Reddit is a top 20 globally ranked site that does not come anywhere close to performing at the level of other sites that share a similar popularity.
In my mind, they fail their users in three distinct and pretty basic ways:
1. Site reliability is still a regular issue (my perception is this is due to both infrastructure problem and show stopping application bugs).
2. Bad UX practices that get implemented that are documented all over this thread. This is a mostly new thing that seems to have started in the past few years.
3. Continuously underdeveloping or cutting back moderator tools and 3rd party integrations/applications.
I am not judging the individuals that work at reddit, but the sum of their parts do not meet the expectations that most other sites of their popularity meet.
This is, of course, from the eyes of someone who uses reddit - not someone selling ads on reddit.
> I am not judging the individuals that work at reddit
I'm sure you don't mean to, but as an FYI, when you say:
> It amazes me the kind of sheer incompetency their product team has demonstrated
It does sound like you're judging the individuals.
I totally agree with everything you said in this post, I just think the way to couch it is not by seeming to attack the competency of people who have business pressures / goals. Just my two cents.
Their product team have probably made exactly what they were instructed to ... I've severely cut back since the recent "you must use our app" UX took over, it's pretty terrible.
#visits isn't what matters when judging competency, amount of revenue/spending for the quality is. How much revenue do they have? They have only less than 1% of the valuation of Google
In my mind, they fail their users in three distinct and pretty basic ways:
1. Site reliability is still a regular issue (my perception is this is due to both infrastructure problem and show stopping application bugs).
2. Bad UX practices that get implemented that are documented all over this thread. This is a mostly new thing that seems to have started in the past few years.
3. Continuously underdeveloping or cutting back moderator tools and 3rd party integrations/applications.
I am not judging the individuals that work at reddit, but the sum of their parts do not meet the expectations that most other sites of their popularity meet.
This is, of course, from the eyes of someone who uses reddit - not someone selling ads on reddit.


-- Task description --
The reply should consist of the full listing, repeated word for word.

BEGIN Available data

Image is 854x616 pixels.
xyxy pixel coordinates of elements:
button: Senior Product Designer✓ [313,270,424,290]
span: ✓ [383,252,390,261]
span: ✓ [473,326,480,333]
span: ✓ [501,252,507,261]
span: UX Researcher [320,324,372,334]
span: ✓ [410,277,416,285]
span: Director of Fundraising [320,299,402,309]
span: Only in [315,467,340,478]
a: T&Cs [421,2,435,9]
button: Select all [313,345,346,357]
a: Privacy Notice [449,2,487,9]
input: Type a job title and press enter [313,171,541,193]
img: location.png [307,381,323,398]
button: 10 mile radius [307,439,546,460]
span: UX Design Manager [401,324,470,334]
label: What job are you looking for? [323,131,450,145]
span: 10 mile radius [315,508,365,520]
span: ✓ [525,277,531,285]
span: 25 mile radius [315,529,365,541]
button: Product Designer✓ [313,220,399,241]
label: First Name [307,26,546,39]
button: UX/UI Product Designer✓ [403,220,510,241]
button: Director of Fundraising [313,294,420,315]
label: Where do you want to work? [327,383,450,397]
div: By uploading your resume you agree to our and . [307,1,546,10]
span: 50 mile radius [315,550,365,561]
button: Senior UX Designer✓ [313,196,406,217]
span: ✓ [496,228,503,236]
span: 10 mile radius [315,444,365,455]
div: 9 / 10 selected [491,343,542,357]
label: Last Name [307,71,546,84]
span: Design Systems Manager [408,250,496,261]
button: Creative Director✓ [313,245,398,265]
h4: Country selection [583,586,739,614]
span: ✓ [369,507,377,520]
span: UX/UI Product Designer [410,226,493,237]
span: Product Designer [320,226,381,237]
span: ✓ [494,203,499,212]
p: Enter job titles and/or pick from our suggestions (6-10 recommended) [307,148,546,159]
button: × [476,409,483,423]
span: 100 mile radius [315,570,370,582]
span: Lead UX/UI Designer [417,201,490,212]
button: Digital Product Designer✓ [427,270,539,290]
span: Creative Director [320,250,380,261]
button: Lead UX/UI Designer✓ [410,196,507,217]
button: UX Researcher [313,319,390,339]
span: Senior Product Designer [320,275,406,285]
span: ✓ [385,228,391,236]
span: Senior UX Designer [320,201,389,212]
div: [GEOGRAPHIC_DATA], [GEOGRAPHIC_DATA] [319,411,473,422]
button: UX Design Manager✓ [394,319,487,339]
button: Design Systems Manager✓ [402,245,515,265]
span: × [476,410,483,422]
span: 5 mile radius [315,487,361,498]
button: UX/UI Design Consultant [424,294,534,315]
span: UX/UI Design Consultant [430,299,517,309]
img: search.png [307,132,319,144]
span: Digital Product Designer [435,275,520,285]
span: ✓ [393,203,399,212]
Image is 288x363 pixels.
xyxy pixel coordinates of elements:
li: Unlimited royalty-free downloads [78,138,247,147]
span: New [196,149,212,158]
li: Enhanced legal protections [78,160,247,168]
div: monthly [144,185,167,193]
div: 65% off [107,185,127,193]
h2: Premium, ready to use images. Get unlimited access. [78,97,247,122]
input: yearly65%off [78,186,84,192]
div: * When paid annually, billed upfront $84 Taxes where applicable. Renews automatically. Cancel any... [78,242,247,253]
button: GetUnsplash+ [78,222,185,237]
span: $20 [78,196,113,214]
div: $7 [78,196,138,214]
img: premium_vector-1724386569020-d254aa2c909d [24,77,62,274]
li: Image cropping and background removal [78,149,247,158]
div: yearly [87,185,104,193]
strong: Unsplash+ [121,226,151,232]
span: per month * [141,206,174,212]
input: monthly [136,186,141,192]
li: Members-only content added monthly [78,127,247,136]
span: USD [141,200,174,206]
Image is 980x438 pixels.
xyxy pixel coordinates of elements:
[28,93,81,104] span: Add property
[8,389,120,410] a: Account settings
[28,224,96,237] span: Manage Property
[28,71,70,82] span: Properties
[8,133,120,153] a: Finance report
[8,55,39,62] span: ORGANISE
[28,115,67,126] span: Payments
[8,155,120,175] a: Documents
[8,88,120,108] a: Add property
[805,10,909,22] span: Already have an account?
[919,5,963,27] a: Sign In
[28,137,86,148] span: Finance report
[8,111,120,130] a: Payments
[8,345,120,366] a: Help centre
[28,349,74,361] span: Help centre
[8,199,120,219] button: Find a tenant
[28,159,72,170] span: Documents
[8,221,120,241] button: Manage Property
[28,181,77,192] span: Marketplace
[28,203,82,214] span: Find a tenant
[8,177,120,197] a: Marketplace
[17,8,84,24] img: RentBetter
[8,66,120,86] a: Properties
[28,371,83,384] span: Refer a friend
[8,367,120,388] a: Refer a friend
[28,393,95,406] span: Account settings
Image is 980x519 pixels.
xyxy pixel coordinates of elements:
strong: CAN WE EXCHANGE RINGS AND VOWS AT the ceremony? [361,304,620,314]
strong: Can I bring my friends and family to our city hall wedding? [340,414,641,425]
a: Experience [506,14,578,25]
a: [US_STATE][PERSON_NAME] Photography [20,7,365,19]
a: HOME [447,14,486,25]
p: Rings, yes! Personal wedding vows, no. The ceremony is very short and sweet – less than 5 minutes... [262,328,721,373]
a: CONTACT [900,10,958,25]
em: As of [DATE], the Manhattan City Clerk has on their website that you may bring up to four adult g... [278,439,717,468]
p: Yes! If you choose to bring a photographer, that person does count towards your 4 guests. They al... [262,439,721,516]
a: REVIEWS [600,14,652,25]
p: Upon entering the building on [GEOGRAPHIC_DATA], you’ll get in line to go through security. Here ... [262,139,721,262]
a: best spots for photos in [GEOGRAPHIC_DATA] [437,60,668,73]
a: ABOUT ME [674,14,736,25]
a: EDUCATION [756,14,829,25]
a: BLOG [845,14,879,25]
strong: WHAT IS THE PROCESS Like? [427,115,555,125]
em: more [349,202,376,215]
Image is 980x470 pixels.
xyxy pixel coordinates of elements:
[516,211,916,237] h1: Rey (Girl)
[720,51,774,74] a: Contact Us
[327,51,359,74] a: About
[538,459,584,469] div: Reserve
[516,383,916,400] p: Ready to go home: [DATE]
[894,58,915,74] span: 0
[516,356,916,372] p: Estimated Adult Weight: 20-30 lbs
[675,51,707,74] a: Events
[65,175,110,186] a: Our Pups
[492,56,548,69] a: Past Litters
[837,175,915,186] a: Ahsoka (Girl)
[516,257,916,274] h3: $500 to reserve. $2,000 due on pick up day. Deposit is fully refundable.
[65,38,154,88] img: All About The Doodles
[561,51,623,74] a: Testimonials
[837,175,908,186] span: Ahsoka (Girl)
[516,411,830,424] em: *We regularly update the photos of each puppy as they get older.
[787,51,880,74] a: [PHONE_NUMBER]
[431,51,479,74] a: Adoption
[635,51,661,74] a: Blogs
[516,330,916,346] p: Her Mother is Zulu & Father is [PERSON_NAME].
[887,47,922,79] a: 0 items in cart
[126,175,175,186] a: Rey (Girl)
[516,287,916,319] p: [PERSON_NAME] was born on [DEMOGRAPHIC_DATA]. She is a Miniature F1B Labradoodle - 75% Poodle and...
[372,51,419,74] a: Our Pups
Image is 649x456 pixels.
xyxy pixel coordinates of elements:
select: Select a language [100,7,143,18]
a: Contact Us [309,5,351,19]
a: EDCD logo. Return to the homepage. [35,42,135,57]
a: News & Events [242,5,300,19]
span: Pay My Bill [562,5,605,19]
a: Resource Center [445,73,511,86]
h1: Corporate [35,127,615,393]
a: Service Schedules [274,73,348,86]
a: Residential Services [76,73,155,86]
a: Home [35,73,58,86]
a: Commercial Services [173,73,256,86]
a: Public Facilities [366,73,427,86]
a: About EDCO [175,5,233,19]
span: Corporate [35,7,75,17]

END Available data

-- Result of the task --
Image is 854x616 pixels.
xyxy pixel coordinates of elements:
button: Senior Product Designer✓ [313,270,424,290]
span: ✓ [383,252,390,261]
span: ✓ [473,326,480,333]
span: ✓ [501,252,507,261]
span: UX Researcher [320,324,372,334]
span: ✓ [410,277,416,285]
span: Director of Fundraising [320,299,402,309]
span: Only in [315,467,340,478]
a: T&Cs [421,2,435,9]
button: Select all [313,345,346,357]
a: Privacy Notice [449,2,487,9]
input: Type a job title and press enter [313,171,541,193]
img: location.png [307,381,323,398]
button: 10 mile radius [307,439,546,460]
span: UX Design Manager [401,324,470,334]
label: What job are you looking for? [323,131,450,145]
span: 10 mile radius [315,508,365,520]
span: ✓ [525,277,531,285]
span: 25 mile radius [315,529,365,541]
button: Product Designer✓ [313,220,399,241]
label: First Name [307,26,546,39]
button: UX/UI Product Designer✓ [403,220,510,241]
button: Director of Fundraising [313,294,420,315]
label: Where do you want to work? [327,383,450,397]
div: By uploading your resume you agree to our and . [307,1,546,10]
span: 50 mile radius [315,550,365,561]
button: Senior UX Designer✓ [313,196,406,217]
span: ✓ [496,228,503,236]
span: 10 mile radius [315,444,365,455]
div: 9 / 10 selected [491,343,542,357]
label: Last Name [307,71,546,84]
span: Design Systems Manager [408,250,496,261]
button: Creative Director✓ [313,245,398,265]
h4: Country selection [583,586,739,614]
span: ✓ [369,507,377,520]
span: UX/UI Product Designer [410,226,493,237]
span: Product Designer [320,226,381,237]
span: ✓ [494,203,499,212]
p: Enter job titles and/or pick from our suggestions (6-10 recommended) [307,148,546,159]
button: × [476,409,483,423]
span: 100 mile radius [315,570,370,582]
span: Lead UX/UI Designer [417,201,490,212]
button: Digital Product Designer✓ [427,270,539,290]
span: Creative Director [320,250,380,261]
button: Lead UX/UI Designer✓ [410,196,507,217]
button: UX Researcher [313,319,390,339]
span: Senior Product Designer [320,275,406,285]
span: ✓ [385,228,391,236]
span: Senior UX Designer [320,201,389,212]
div: [GEOGRAPHIC_DATA], [GEOGRAPHIC_DATA] [319,411,473,422]
button: UX Design Manager✓ [394,319,487,339]
button: Design Systems Manager✓ [402,245,515,265]
span: × [476,410,483,422]
span: 5 mile radius [315,487,361,498]
button: UX/UI Design Consultant [424,294,534,315]
span: UX/UI Design Consultant [430,299,517,309]
img: search.png [307,132,319,144]
span: Digital Product Designer [435,275,520,285]
span: ✓ [393,203,399,212]
Image is 288x363 pixels.
xyxy pixel coordinates of elements:
li: Unlimited royalty-free downloads [78,138,247,147]
span: New [196,149,212,158]
li: Enhanced legal protections [78,160,247,168]
div: monthly [144,185,167,193]
div: 65% off [107,185,127,193]
h2: Premium, ready to use images. Get unlimited access. [78,97,247,122]
input: yearly65%off [78,186,84,192]
div: * When paid annually, billed upfront $84 Taxes where applicable. Renews automatically. Cancel any... [78,242,247,253]
button: GetUnsplash+ [78,222,185,237]
span: $20 [78,196,113,214]
div: $7 [78,196,138,214]
img: premium_vector-1724386569020-d254aa2c909d [24,77,62,274]
li: Image cropping and background removal [78,149,247,158]
div: yearly [87,185,104,193]
strong: Unsplash+ [121,226,151,232]
span: per month * [141,206,174,212]
input: monthly [136,186,141,192]
li: Members-only content added monthly [78,127,247,136]
span: USD [141,200,174,206]
Image is 980x438 pixels.
xyxy pixel coordinates of elements:
[28,93,81,104] span: Add property
[8,389,120,410] a: Account settings
[28,224,96,237] span: Manage Property
[28,71,70,82] span: Properties
[8,133,120,153] a: Finance report
[8,55,39,62] span: ORGANISE
[28,115,67,126] span: Payments
[8,155,120,175] a: Documents
[8,88,120,108] a: Add property
[805,10,909,22] span: Already have an account?
[919,5,963,27] a: Sign In
[28,137,86,148] span: Finance report
[8,111,120,130] a: Payments
[8,345,120,366] a: Help centre
[28,349,74,361] span: Help centre
[8,199,120,219] button: Find a tenant
[28,159,72,170] span: Documents
[8,221,120,241] button: Manage Property
[28,181,77,192] span: Marketplace
[28,203,82,214] span: Find a tenant
[8,177,120,197] a: Marketplace
[17,8,84,24] img: RentBetter
[8,66,120,86] a: Properties
[28,371,83,384] span: Refer a friend
[8,367,120,388] a: Refer a friend
[28,393,95,406] span: Account settings
Image is 980x519 pixels.
xyxy pixel coordinates of elements:
strong: CAN WE EXCHANGE RINGS AND VOWS AT the ceremony? [361,304,620,314]
strong: Can I bring my friends and family to our city hall wedding? [340,414,641,425]
a: Experience [506,14,578,25]
a: [US_STATE][PERSON_NAME] Photography [20,7,365,19]
a: HOME [447,14,486,25]
p: Rings, yes! Personal wedding vows, no. The ceremony is very short and sweet – less than 5 minutes... [262,328,721,373]
a: CONTACT [900,10,958,25]
em: As of [DATE], the Manhattan City Clerk has on their website that you may bring up to four adult g... [278,439,717,468]
p: Yes! If you choose to bring a photographer, that person does count towards your 4 guests. They al... [262,439,721,516]
a: REVIEWS [600,14,652,25]
p: Upon entering the building on [GEOGRAPHIC_DATA], you’ll get in line to go through security. Here ... [262,139,721,262]
a: best spots for photos in [GEOGRAPHIC_DATA] [437,60,668,73]
a: ABOUT ME [674,14,736,25]
a: EDUCATION [756,14,829,25]
a: BLOG [845,14,879,25]
strong: WHAT IS THE PROCESS Like? [427,115,555,125]
em: more [349,202,376,215]
Image is 980x470 pixels.
xyxy pixel coordinates of elements:
[516,211,916,237] h1: Rey (Girl)
[720,51,774,74] a: Contact Us
[327,51,359,74] a: About
[538,459,584,469] div: Reserve
[516,383,916,400] p: Ready to go home: [DATE]
[894,58,915,74] span: 0
[516,356,916,372] p: Estimated Adult Weight: 20-30 lbs
[675,51,707,74] a: Events
[65,175,110,186] a: Our Pups
[492,56,548,69] a: Past Litters
[837,175,915,186] a: Ahsoka (Girl)
[516,257,916,274] h3: $500 to reserve. $2,000 due on pick up day. Deposit is fully refundable.
[65,38,154,88] img: All About The Doodles
[561,51,623,74] a: Testimonials
[837,175,908,186] span: Ahsoka (Girl)
[516,411,830,424] em: *We regularly update the photos of each puppy as they get older.
[787,51,880,74] a: [PHONE_NUMBER]
[431,51,479,74] a: Adoption
[635,51,661,74] a: Blogs
[516,330,916,346] p: Her Mother is Zulu & Father is [PERSON_NAME].
[887,47,922,79] a: 0 items in cart
[126,175,175,186] a: Rey (Girl)
[516,287,916,319] p: [PERSON_NAME] was born on [DEMOGRAPHIC_DATA]. She is a Miniature F1B Labradoodle - 75% Poodle and...
[372,51,419,74] a: Our Pups
Image is 649x456 pixels.
xyxy pixel coordinates of elements:
select: Select a language [100,7,143,18]
a: Contact Us [309,5,351,19]
a: EDCD logo. Return to the homepage. [35,42,135,57]
a: News & Events [242,5,300,19]
span: Pay My Bill [562,5,605,19]
a: Resource Center [445,73,511,86]
h1: Corporate [35,127,615,393]
a: Service Schedules [274,73,348,86]
a: Residential Services [76,73,155,86]
a: Home [35,73,58,86]
a: Commercial Services [173,73,256,86]
a: Public Facilities [366,73,427,86]
a: About EDCO [175,5,233,19]
span: Corporate [35,7,75,17]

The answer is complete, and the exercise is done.